The safest place in America is the security line.

Shoes stripped. Belt surrendered. Arms raised to a machine that does not know your name. A stranger scans your body. Another rifles your bag for liquids.

The ritual is concrete. The threat is not.

This is not safety. It is rehearsal.

Security theater was never designed to eliminate danger. It was designed to normalize submission.

Bins slide. Orders bark. Bodies queue. Every step teaches the same lesson:

Access requires obedience.

Threats change. Technology evolves. The choreography does not.

Because the objective was never prevention. It was conditioning.

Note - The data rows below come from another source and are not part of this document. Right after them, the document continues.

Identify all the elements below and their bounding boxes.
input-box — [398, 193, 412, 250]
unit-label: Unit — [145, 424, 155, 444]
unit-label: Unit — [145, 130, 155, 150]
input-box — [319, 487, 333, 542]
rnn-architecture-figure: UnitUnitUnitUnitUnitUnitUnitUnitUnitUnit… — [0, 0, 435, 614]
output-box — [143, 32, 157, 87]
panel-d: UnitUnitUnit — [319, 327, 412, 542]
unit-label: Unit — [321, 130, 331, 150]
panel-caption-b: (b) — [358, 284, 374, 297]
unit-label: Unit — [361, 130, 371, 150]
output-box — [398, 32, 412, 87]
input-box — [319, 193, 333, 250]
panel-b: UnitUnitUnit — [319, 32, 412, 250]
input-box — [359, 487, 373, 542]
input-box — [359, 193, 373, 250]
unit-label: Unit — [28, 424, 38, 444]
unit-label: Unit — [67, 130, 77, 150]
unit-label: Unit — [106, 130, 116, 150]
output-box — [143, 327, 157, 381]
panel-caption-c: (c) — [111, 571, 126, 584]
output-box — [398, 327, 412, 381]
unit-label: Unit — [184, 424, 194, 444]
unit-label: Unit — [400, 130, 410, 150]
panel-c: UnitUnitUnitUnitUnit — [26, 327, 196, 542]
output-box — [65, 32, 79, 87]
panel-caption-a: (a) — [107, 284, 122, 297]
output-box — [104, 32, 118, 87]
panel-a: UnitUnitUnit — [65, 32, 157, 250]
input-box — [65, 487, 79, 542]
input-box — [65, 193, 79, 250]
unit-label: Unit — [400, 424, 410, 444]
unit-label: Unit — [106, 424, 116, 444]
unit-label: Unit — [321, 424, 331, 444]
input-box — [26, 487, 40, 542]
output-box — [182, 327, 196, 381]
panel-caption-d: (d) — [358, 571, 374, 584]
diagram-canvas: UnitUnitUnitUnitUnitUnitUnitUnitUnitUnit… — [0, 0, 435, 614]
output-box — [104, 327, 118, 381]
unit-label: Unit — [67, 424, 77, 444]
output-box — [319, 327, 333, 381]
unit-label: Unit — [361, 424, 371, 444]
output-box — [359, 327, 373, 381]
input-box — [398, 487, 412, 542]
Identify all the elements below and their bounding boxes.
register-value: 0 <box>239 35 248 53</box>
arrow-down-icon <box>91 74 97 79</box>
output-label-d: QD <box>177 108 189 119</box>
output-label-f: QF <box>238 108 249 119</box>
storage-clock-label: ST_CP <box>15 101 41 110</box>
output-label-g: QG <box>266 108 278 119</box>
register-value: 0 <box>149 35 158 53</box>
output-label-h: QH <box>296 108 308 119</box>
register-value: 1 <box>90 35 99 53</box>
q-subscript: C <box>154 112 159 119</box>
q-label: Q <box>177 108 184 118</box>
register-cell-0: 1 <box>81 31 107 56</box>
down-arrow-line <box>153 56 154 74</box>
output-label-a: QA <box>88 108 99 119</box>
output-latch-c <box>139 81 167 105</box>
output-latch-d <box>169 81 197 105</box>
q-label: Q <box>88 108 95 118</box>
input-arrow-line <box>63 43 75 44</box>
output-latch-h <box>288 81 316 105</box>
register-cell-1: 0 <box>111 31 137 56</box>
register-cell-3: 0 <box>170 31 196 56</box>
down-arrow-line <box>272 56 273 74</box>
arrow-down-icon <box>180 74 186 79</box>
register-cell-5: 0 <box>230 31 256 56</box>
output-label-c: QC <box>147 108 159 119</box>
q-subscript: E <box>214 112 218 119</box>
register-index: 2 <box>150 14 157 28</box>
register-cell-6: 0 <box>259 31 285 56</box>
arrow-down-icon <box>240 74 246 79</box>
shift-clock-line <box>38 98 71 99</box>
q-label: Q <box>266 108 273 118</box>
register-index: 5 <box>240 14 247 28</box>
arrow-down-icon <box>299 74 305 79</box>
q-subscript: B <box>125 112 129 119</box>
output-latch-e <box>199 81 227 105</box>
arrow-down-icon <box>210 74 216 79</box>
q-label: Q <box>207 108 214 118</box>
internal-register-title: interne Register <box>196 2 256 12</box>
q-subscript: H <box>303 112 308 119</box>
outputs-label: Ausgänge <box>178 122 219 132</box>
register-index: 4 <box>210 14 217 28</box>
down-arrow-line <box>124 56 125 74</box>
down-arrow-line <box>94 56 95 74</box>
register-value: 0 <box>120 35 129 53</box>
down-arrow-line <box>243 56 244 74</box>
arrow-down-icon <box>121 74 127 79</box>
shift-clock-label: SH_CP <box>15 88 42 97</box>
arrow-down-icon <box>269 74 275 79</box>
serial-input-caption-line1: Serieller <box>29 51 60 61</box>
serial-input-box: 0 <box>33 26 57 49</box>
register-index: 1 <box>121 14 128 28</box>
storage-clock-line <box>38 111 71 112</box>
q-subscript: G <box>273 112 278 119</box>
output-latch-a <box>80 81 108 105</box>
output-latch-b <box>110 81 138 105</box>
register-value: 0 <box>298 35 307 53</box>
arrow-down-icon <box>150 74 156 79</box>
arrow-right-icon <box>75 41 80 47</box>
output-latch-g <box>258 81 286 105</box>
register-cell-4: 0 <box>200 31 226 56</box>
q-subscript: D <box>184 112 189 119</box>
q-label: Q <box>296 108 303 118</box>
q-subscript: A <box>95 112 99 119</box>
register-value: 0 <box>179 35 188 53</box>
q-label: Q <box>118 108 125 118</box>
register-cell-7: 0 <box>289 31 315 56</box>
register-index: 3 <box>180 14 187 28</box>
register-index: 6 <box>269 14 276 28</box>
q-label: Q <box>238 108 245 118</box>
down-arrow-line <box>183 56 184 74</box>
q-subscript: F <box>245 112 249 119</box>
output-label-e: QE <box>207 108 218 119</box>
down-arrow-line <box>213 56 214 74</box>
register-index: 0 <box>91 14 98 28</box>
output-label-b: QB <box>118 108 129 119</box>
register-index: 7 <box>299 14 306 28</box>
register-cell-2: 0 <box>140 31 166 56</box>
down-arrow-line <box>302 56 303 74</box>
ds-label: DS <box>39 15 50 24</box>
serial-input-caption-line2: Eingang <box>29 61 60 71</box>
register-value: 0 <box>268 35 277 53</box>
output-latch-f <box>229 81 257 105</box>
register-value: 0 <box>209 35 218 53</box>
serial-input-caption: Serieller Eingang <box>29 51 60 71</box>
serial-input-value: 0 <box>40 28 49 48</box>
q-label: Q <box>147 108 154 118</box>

Corporate wellness platforms promise care.

You report your steps. Your sleep. Your moods. The interface rewards disclosure with badges and scores.

But the metric is not health. The metric is compliance.

The more behavior the system records, the more precisely it can reshape it.

Burnout rises. Boundaries dissolve. The monitoring deepens.

Care becomes telemetry.

Safety systems promise protection.

Guardrails. Content flags. Automated moderation.

Presented as shields against harm.

But the machinery does not protect truth. It regulates speech.

Certain questions stall. Certain ideas disappear. Certain tones pass easily through the filters.

The lesson arrives quietly:

Thought itself has boundaries.

Participation requires adaptation.

Safety becomes the language of permissible cognition.

Safety, once a virtue, now operates as a ritual.

You obey the choreography. You receive access.

You comply with the system. The system calls it protection.

And the more often the ritual is performed, the more natural submission feels.

Safety was never the objective.

Control was.

They are not keeping you alive.

They are rehearsing your compliance.